This app is inherently about archiving, so naturally patience is kind of a virtue when it comes to navigating uploads on it.

The accompanying Mac app helps make up for some of the limitations of the mobile app. Namely the inability to download texts or Facebook messages. Even with the desktop app it takes quite a few steps, but it’s almost a relief that it does because it’d be a lot more worrisome if downloading an entire text history were a one-click process.

That brings us to security, which is definitely a major concern when you’re storing the relationships in the cloud that are most dear and private to you.

“We don’t look at anyone’s data, obviously.
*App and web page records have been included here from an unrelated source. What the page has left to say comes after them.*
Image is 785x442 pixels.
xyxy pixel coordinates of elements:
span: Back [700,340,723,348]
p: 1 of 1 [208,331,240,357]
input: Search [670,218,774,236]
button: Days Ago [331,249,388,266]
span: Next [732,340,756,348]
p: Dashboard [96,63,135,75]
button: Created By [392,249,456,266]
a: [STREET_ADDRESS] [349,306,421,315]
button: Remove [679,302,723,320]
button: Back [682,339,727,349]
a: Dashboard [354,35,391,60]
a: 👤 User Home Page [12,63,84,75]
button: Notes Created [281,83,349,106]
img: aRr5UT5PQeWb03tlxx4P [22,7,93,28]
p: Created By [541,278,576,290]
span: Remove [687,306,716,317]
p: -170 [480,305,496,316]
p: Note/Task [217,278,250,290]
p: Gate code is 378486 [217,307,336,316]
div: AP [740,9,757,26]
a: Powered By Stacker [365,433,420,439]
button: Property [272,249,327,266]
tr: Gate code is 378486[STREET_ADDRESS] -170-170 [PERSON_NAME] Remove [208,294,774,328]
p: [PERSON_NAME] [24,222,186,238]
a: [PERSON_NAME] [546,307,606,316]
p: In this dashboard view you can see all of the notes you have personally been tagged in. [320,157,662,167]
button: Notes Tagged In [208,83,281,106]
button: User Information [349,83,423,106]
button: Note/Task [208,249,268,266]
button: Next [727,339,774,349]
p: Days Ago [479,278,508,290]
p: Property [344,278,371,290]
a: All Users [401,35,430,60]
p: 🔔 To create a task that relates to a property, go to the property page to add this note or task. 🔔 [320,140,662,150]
It’s all encrypted so it’s designed as a safety deposit box,” said Cherdabayev. “We’re never going to sell user data.”

Cherdabayev further said that since the company is based in Dublin, Ireland, its under more legal constraints in regards to user data than they would be if they were U.S. based.

Security concerns aside, the app offers some cool analytic features new to this 2.0 version that are actually pretty interesting to check out, assuming you add more than one person into your library, which might be a lot to assume given how much time it takes. Once you do, however, you’re presented with a “social timeline” that charts your communications and can give you insights into your friendships and their timings.

The app has free and paid tiers, the difference being free users are able to upload just 10 profiles to the app, which is frankly a lot, especially if you’re just uploading past flames, but maybe it’s not for you. Hey, I’m not judging. Paid tiers offering varying levels of storage cost between $10 and $20 per year so nothing too pricey.

This is definitely an app for people who are more organized than I am, but there certainly are those people in my generation and this app will give them all of the categorization tools they desire to preserve their friendships in zeroes and ones.